Thursday, September 10, 2020

Meet the Travel Act

Leah Millis/Reuters
Joining President Trump in Kenosha yesterday was Attorney General Barr, who did not mince words about mounting an aggressive federal response to the violence roiling the country. The AG asserted that “radicals” are crossing state lines and “carrying out, planning a coordinated attack on law enforcement, on public property, and on private property. And that can’t be tolerated.”
It is thus worth making a few observations about the Travel Act.
The Travel Act is codified as a crime in the anti-racketeering chapter of the federal criminal code, specifically, in Section 1952. It has been a staple of organized crime cases since the 1980s. As a prosecutor, I charged it more times than I could hope to remember.
In essence, the Travel Act makes it a crime to travel across state lines, or otherwise to use facilities in interstate commerce (e.g., the U.S. mail and electronic communications devices), to commit acts of violence, or otherwise to promote “unlawful activity” (which Section 1952 broadly defines — a definition that explicitly includes arson and extortion). There is a broad range of penalties. If the offense involves carrying out violent activity, there is a potential 20-year prison sentence; if death results, a defendant can be sentenced to “any term of years or for life.”
The Travel Act is very attractive to federal prosecutors for three reasons.
First, most violent street crime is not federal — it is a state-law matter. But the Travel Act is a route to triggering federal jurisdiction. Consequently, it makes violent-crime conspiracies reachable by federal prosecution. Even a lot of crude gang activity has some plausible connection to interstate commerce (e.g., cocaine trafficking, even on a local, street-level scale, involves a substance that has been shipped in interstate and international commerce).
Read the rest from Andrew C. McCarthy HERE.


**ABOUT THIS TASK**. Please return the whole listing. Keep each line exactly the same.

**RECORDS SUPPLIED**.
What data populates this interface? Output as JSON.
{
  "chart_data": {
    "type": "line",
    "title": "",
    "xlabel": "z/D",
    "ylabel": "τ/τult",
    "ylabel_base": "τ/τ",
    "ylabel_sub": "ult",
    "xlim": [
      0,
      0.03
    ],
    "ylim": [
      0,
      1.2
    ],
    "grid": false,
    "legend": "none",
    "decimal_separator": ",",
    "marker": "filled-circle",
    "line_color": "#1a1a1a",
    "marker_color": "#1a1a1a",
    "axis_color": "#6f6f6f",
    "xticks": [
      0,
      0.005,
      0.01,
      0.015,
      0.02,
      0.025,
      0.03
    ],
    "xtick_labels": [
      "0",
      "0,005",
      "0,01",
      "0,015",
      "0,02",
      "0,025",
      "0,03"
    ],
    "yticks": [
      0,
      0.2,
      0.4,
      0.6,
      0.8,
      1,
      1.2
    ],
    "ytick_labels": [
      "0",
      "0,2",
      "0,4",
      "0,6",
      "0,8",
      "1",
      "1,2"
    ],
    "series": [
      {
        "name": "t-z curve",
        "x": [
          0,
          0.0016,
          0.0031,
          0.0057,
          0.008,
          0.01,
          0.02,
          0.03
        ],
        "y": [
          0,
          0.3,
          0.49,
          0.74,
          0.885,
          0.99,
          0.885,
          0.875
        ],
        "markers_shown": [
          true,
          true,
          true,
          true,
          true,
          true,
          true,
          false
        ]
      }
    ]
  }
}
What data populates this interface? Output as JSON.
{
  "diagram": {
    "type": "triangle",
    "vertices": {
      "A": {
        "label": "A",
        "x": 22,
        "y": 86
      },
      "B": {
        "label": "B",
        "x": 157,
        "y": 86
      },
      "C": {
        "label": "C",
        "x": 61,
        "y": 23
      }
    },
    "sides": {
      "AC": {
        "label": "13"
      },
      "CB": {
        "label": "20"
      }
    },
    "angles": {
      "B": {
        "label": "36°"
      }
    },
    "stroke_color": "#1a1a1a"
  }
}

**ANSWER TO THE PROBLEM**.
What data populates this interface? Output as JSON.
{
  "chart_data": {
    "type": "line",
    "title": "",
    "xlabel": "z/D",
    "ylabel": "τ/τult",
    "ylabel_base": "τ/τ",
    "ylabel_sub": "ult",
    "xlim": [
      0,
      0.03
    ],
    "ylim": [
      0,
      1.2
    ],
    "grid": false,
    "legend": "none",
    "decimal_separator": ",",
    "marker": "filled-circle",
    "line_color": "#1a1a1a",
    "marker_color": "#1a1a1a",
    "axis_color": "#6f6f6f",
    "xticks": [
      0,
      0.005,
      0.01,
      0.015,
      0.02,
      0.025,
      0.03
    ],
    "xtick_labels": [
      "0",
      "0,005",
      "0,01",
      "0,015",
      "0,02",
      "0,025",
      "0,03"
    ],
    "yticks": [
      0,
      0.2,
      0.4,
      0.6,
      0.8,
      1,
      1.2
    ],
    "ytick_labels": [
      "0",
      "0,2",
      "0,4",
      "0,6",
      "0,8",
      "1",
      "1,2"
    ],
    "series": [
      {
        "name": "t-z curve",
        "x": [
          0,
          0.0016,
          0.0031,
          0.0057,
          0.008,
          0.01,
          0.02,
          0.03
        ],
        "y": [
          0,
          0.3,
          0.49,
          0.74,
          0.885,
          0.99,
          0.885,
          0.875
        ],
        "markers_shown": [
          true,
          true,
          true,
          true,
          true,
          true,
          true,
          false
        ]
      }
    ]
  }
}
What data populates this interface? Output as JSON.
{
  "diagram": {
    "type": "triangle",
    "vertices": {
      "A": {
        "label": "A",
        "x": 22,
        "y": 86
      },
      "B": {
        "label": "B",
        "x": 157,
        "y": 86
      },
      "C": {
        "label": "C",
        "x": 61,
        "y": 23
      }
    },
    "sides": {
      "AC": {
        "label": "13"
      },
      "CB": {
        "label": "20"
      }
    },
    "angles": {
      "B": {
        "label": "36°"
      }
    },
    "stroke_color": "#1a1a1a"
  }
}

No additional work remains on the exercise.